2006: Suicide through MySpace

Megan M. commits suicide after being mobbed by a friend’s mother through MySpace messages.

 
2007: Google Books starts scanning the world’s literature.

Google has digitalised more than one million books. Nearly one-and-a-half years later, by October 2008, you will be able to flip through 7 million books on Google Books.

 
2007: The iPhone.

On June 29th, 2007, the first iPhone is available on the US market and is responsible for a drastic increase of mobile Internet usage. Already two years later, more than 65% of all mobile Internet users in the US go online with an iPhone or an iPod Touch.

 
2007: Radiohead says “Pay what you want”.

Radiohead releases their album, “In Rainbows” as a digital download on their website and let every downloader pay as much as he or she wants – even nothing. Only in the first 29 days after the release, more than 1.2 million people visited the site and paid an average of $2.26 for the album. Twelve percent even paid between $8 and $12 – about the same amount like iTunes would charge.

 
2008: With the Internet strategy into the White House.

Thanks to a groundbreaking election strategy with the Internet and social websites such as MySpace and Facebook being its center point, Obama’s campaign starts off with only 21 million dollars in May 2007 but is able to collect over 150 million dollars by September 2008 through small donations made via the Internet. Thanks to the “Neighbor-to-Neighbor” tool on My.BarackObama.com, Obama’s supporting volunteers are able to reach far more people within their community in much less time than before. This selective deployment of e-mails, text messages and the support of the Obama girl in 2007 not only turn him into the most innovative, but also the “hippest” president.

 
2008: 1 out of 8 couples getting married in the USA have met online.

 
2008: Monty Python open their own YouTube chan- nel to “suppress the illegal distribution of their vid-eos”.

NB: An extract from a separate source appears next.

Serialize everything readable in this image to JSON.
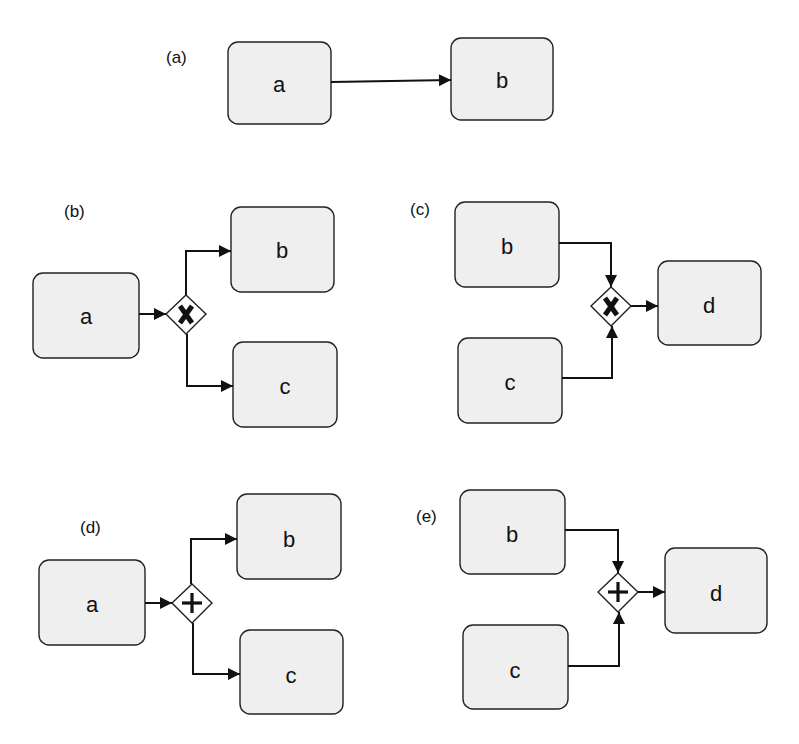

What appeared to be a typical Python joke at first quickly pays off for the guys: from then on the only way Monty Python DVDs know in the Amazon sales charts is up.

 
2009: Dell announces to have made more than 3 million dollars in computer sales via Twitter posts in 2007.

 
2009: More than 15,000 people in the newspaper industry have lost their jobs.

 
2010: Pope Benedict XVI calls on using the Inter- net even more than before to spread the “Word of Christ”.

 
This post will be updated as soon as their is any new major internet happenings. If you think I’m missing some things out, you could help by sharing them in the comment box provided below and I will update this post with them as soon as possible.